A Lost Post From Entering Peru
After hitting the snooze on the alarm a record number of times, I still managed to be packed and ready to hit the road by 7am. However the hotel in Macara received many more guests since I arrived about 5pm last night. My bike was blocked in the small subterranean garage of the Hotel Katrina. So the front desk started knocking on doors waking people whose cars were blocking me. Finally by 7:30 I’m ready to go.
The two gas stations in town both had huge lines. I’d noticed this in Ecuador the last couple days. Huge lines in the morning at gas stations. And at prices that are well below U.S. prices, and far below the nearly $5 a gallon I paid in Colomibia. But both stations only had very low 86 octane fuel and not the 91 or 95 octane that Doc prefers. I decided to blow off filling and submitted to paying $4 plus for higher octane gas on the other side of the border.
Crossing the border including customs and immigration on both sides took just about an hour.
Winding down from 13,000 feet to 300 feet above sea level the terrain quckly turned to fertile arable land and then to vast desert. The northern atacama
The wind was insane. Passing through towns where housing was a mix of sticks and mud and block with corrugated metal roofs.
Winded my way through strange encampments. Then 120 miles of vast desert and sand. Flat, straight and boring. Though mother nature did manage to inject her creative endeavors through scenic sand dunes complete with geometric shapes carved by the wind.
I noticed motorcycle rickshaws. Different than the Tuk Tuk vehicles we saw in Guatemala, these had traditional motorcycle handlebars and seats with two bench seats and a canopy for carrying passengers. Many sported a luggage rack in the rear and were used to transport goods.
Then out of nowhere I found it: The cement kingdom in the middle of the desert. And the rice!
Finally rolling into Trujillo. Getting lost. Seeing the eye clinic. The $15 consultation and eye cleaning and the owner also owning a hotel just off the plaza de armas. Dinner at Romano’s.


_Work task_.
When you restate the data, keep every word as it is and drop the images.

_Records for the task_.

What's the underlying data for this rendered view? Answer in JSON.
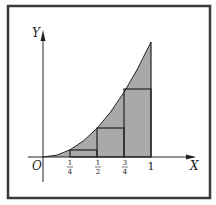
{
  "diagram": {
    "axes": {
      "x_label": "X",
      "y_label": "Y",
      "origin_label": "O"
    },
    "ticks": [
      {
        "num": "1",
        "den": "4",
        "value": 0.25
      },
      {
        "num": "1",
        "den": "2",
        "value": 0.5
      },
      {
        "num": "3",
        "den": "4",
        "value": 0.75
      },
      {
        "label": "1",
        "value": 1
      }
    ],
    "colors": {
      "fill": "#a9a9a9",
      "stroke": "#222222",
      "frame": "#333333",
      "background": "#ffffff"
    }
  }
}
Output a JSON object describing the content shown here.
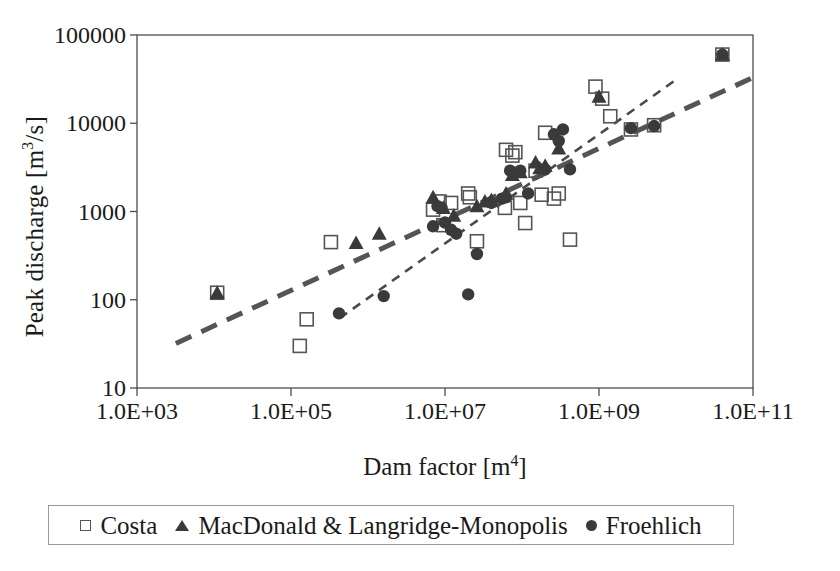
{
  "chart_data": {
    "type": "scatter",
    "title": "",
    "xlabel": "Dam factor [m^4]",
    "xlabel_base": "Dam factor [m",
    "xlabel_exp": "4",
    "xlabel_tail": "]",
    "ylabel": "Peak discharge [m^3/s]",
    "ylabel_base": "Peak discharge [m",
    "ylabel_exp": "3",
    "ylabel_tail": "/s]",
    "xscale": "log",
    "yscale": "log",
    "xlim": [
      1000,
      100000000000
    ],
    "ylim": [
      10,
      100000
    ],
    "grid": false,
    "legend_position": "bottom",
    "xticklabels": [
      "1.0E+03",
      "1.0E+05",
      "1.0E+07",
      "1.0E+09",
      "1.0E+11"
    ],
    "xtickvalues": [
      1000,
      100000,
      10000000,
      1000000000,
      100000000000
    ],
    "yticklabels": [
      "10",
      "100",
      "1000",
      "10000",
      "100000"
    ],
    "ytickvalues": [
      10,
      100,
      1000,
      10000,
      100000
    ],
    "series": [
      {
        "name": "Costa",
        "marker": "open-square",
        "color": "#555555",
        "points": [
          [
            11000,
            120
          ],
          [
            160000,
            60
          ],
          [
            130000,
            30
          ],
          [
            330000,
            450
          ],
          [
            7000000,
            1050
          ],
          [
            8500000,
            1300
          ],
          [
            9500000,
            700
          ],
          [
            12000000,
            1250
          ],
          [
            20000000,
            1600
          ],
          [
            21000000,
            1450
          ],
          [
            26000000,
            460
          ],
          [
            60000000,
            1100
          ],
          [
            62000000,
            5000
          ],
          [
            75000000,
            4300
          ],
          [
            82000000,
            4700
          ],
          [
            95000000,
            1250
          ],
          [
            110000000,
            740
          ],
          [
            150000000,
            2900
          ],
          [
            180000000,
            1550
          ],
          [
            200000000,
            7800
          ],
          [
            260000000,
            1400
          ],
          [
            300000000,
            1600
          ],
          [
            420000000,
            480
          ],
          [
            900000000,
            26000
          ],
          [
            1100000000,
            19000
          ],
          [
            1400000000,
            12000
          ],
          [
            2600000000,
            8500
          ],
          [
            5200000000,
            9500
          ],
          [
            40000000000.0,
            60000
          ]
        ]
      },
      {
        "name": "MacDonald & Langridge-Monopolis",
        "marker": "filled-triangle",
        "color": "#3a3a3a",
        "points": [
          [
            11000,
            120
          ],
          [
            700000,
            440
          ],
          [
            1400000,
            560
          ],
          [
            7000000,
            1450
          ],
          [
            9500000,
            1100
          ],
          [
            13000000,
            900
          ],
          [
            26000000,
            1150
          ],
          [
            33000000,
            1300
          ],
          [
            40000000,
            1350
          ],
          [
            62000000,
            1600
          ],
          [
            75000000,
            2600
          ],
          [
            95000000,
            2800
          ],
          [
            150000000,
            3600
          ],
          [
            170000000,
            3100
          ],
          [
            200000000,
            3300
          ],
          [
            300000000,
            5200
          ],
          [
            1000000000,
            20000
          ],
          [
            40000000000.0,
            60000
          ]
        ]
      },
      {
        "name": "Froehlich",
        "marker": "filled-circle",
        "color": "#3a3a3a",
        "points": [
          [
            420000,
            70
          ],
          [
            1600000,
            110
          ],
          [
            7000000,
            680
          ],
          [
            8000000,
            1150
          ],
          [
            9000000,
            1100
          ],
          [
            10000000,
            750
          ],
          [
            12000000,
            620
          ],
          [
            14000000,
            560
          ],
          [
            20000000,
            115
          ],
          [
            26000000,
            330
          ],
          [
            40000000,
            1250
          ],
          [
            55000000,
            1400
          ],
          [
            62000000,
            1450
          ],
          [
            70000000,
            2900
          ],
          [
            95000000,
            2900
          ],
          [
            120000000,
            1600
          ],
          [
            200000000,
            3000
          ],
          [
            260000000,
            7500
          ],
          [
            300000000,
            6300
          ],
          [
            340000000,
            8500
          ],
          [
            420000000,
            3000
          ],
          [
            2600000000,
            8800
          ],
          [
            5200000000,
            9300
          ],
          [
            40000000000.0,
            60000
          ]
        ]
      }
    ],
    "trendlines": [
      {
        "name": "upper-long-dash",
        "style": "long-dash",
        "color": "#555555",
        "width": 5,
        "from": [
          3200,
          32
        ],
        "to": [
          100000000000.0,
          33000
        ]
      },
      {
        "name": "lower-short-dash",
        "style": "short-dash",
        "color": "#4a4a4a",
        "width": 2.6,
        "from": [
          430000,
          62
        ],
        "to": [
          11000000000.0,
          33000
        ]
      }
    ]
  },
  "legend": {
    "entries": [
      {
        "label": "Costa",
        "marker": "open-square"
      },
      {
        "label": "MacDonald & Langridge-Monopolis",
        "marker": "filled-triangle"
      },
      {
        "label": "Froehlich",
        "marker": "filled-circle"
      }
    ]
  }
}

_Answer space_.
What's the underlying data for this rendered view? Answer in JSON.
{
  "diagram": {
    "axes": {
      "x_label": "X",
      "y_label": "Y",
      "origin_label": "O"
    },
    "ticks": [
      {
        "num": "1",
        "den": "4",
        "value": 0.25
      },
      {
        "num": "1",
        "den": "2",
        "value": 0.5
      },
      {
        "num": "3",
        "den": "4",
        "value": 0.75
      },
      {
        "label": "1",
        "value": 1
      }
    ],
    "colors": {
      "fill": "#a9a9a9",
      "stroke": "#222222",
      "frame": "#333333",
      "background": "#ffffff"
    }
  }
}
Output a JSON object describing the content shown here.
{
  "chart_data": {
    "type": "scatter",
    "title": "",
    "xlabel": "Dam factor [m^4]",
    "xlabel_base": "Dam factor [m",
    "xlabel_exp": "4",
    "xlabel_tail": "]",
    "ylabel": "Peak discharge [m^3/s]",
    "ylabel_base": "Peak discharge [m",
    "ylabel_exp": "3",
    "ylabel_tail": "/s]",
    "xscale": "log",
    "yscale": "log",
    "xlim": [
      1000,
      100000000000
    ],
    "ylim": [
      10,
      100000
    ],
    "grid": false,
    "legend_position": "bottom",
    "xticklabels": [
      "1.0E+03",
      "1.0E+05",
      "1.0E+07",
      "1.0E+09",
      "1.0E+11"
    ],
    "xtickvalues": [
      1000,
      100000,
      10000000,
      1000000000,
      100000000000
    ],
    "yticklabels": [
      "10",
      "100",
      "1000",
      "10000",
      "100000"
    ],
    "ytickvalues": [
      10,
      100,
      1000,
      10000,
      100000
    ],
    "series": [
      {
        "name": "Costa",
        "marker": "open-square",
        "color": "#555555",
        "points": [
          [
            11000,
            120
          ],
          [
            160000,
            60
          ],
          [
            130000,
            30
          ],
          [
            330000,
            450
          ],
          [
            7000000,
            1050
          ],
          [
            8500000,
            1300
          ],
          [
            9500000,
            700
          ],
          [
            12000000,
            1250
          ],
          [
            20000000,
            1600
          ],
          [
            21000000,
            1450
          ],
          [
            26000000,
            460
          ],
          [
            60000000,
            1100
          ],
          [
            62000000,
            5000
          ],
          [
            75000000,
            4300
          ],
          [
            82000000,
            4700
          ],
          [
            95000000,
            1250
          ],
          [
            110000000,
            740
          ],
          [
            150000000,
            2900
          ],
          [
            180000000,
            1550
          ],
          [
            200000000,
            7800
          ],
          [
            260000000,
            1400
          ],
          [
            300000000,
            1600
          ],
          [
            420000000,
            480
          ],
          [
            900000000,
            26000
          ],
          [
            1100000000,
            19000
          ],
          [
            1400000000,
            12000
          ],
          [
            2600000000,
            8500
          ],
          [
            5200000000,
            9500
          ],
          [
            40000000000.0,
            60000
          ]
        ]
      },
      {
        "name": "MacDonald & Langridge-Monopolis",
        "marker": "filled-triangle",
        "color": "#3a3a3a",
        "points": [
          [
            11000,
            120
          ],
          [
            700000,
            440
          ],
          [
            1400000,
            560
          ],
          [
            7000000,
            1450
          ],
          [
            9500000,
            1100
          ],
          [
            13000000,
            900
          ],
          [
            26000000,
            1150
          ],
          [
            33000000,
            1300
          ],
          [
            40000000,
            1350
          ],
          [
            62000000,
            1600
          ],
          [
            75000000,
            2600
          ],
          [
            95000000,
            2800
          ],
          [
            150000000,
            3600
          ],
          [
            170000000,
            3100
          ],
          [
            200000000,
            3300
          ],
          [
            300000000,
            5200
          ],
          [
            1000000000,
            20000
          ],
          [
            40000000000.0,
            60000
          ]
        ]
      },
      {
        "name": "Froehlich",
        "marker": "filled-circle",
        "color": "#3a3a3a",
        "points": [
          [
            420000,
            70
          ],
          [
            1600000,
            110
          ],
          [
            7000000,
            680
          ],
          [
            8000000,
            1150
          ],
          [
            9000000,
            1100
          ],
          [
            10000000,
            750
          ],
          [
            12000000,
            620
          ],
          [
            14000000,
            560
          ],
          [
            20000000,
            115
          ],
          [
            26000000,
            330
          ],
          [
            40000000,
            1250
          ],
          [
            55000000,
            1400
          ],
          [
            62000000,
            1450
          ],
          [
            70000000,
            2900
          ],
          [
            95000000,
            2900
          ],
          [
            120000000,
            1600
          ],
          [
            200000000,
            3000
          ],
          [
            260000000,
            7500
          ],
          [
            300000000,
            6300
          ],
          [
            340000000,
            8500
          ],
          [
            420000000,
            3000
          ],
          [
            2600000000,
            8800
          ],
          [
            5200000000,
            9300
          ],
          [
            40000000000.0,
            60000
          ]
        ]
      }
    ],
    "trendlines": [
      {
        "name": "upper-long-dash",
        "style": "long-dash",
        "color": "#555555",
        "width": 5,
        "from": [
          3200,
          32
        ],
        "to": [
          100000000000.0,
          33000
        ]
      },
      {
        "name": "lower-short-dash",
        "style": "short-dash",
        "color": "#4a4a4a",
        "width": 2.6,
        "from": [
          430000,
          62
        ],
        "to": [
          11000000000.0,
          33000
        ]
      }
    ]
  },
  "legend": {
    "entries": [
      {
        "label": "Costa",
        "marker": "open-square"
      },
      {
        "label": "MacDonald & Langridge-Monopolis",
        "marker": "filled-triangle"
      },
      {
        "label": "Froehlich",
        "marker": "filled-circle"
      }
    ]
  }
}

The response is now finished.